“It’s very kind of you to bring the catnip, Mr. Sprague,” Ruth said. “Won’t you come in and taste Agnes’ Christmas cake? She is getting to be a famous cake baker.”
“With pleasure,” said the queer old man.
After Seneca Sprague’s old hut on the river dock was burned at Thanksgiving, and the Corner House girls had found him a room in one of their tenements to live in, he had become a frequent visitor at the old Corner House. Ruth would have ushered him into the sitting room where Mrs. Eland and her sister were; but Seneca shrank from that.
“I am not a society man—nay, verily,” quoth the prophet. “The sex does not interest me.”
“But it is only Mrs. Eland and her sister, who are our guests to-day for dinner,” Ruth said, as she led him into the dining room, while Agnes sped to get the cake.
“Ha! Those Aden girls,” said Seneca, referring to the hospital matron and the red-haired school teacher by their family name. “I remember Lemuel Aden well—their uncle. A hard man was Lemuel—a hard man.”
“I believe he must have been a very wicked man,” declared Agnes, coming back with a generous slice of cake, and overhearing this. “See how he let people think that his brother was dishonest, while he pocketed money belonging to the clients of Mrs. Eland’s father. Oh! we know all about it.”
“Ah!” said Seneca again, tasting the cake. “Very delicious. I know that you put none of the fat of the accursed swine in your cake as some of these women around here do.”
“Lard, he means,” whispered Ruth, for Seneca followed the rabbinical laws of the Jews and ate no pork.
“Lemuel Aden was a miser,” the prophet announced. “He was worse than your uncle, Peter Stower,” he added bluntly. “All three of us went to school together. They were much older than I, of course; but I came here to the Corner House to see Peter at times. And I was here when Lem Aden came last.”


Task item
Find how many lines of the following entries contain "Forum". Reply with the number alone.

Record set

::::::

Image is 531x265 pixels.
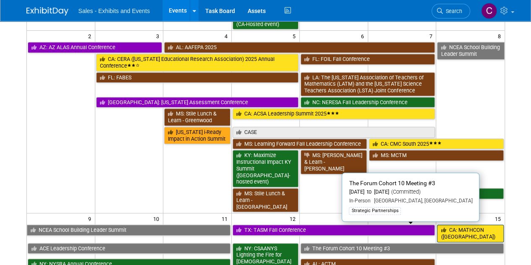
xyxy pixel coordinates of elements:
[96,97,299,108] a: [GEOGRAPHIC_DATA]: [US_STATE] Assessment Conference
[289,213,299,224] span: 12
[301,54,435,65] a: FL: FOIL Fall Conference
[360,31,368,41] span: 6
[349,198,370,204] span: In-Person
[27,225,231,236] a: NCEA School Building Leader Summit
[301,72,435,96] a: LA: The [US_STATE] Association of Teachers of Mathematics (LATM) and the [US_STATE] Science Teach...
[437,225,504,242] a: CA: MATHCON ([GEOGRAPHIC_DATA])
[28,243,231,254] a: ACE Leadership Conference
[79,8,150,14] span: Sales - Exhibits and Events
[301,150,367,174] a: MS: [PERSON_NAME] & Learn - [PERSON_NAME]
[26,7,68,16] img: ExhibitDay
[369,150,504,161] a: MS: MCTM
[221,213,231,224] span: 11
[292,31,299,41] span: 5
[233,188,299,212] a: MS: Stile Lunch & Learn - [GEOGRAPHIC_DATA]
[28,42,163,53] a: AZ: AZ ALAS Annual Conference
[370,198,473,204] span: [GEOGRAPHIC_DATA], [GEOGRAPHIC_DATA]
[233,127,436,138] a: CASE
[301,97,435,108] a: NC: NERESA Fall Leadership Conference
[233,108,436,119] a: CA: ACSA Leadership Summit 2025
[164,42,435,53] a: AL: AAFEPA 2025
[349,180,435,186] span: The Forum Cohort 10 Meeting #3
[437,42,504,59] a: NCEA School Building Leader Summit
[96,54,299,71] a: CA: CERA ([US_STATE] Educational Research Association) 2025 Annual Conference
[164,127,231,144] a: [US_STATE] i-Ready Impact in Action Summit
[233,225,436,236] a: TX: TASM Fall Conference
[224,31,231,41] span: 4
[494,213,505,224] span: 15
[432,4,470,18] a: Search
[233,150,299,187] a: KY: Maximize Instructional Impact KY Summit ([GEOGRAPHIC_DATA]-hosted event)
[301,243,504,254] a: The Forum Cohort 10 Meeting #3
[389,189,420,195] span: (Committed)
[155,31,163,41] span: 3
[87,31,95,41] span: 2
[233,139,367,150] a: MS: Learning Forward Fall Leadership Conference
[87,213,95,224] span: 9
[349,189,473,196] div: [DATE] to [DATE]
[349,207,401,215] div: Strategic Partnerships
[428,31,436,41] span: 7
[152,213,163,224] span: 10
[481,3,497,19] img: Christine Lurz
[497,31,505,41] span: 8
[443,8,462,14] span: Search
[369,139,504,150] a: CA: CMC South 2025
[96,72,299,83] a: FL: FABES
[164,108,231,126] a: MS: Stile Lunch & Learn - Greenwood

::::::

Written answer
2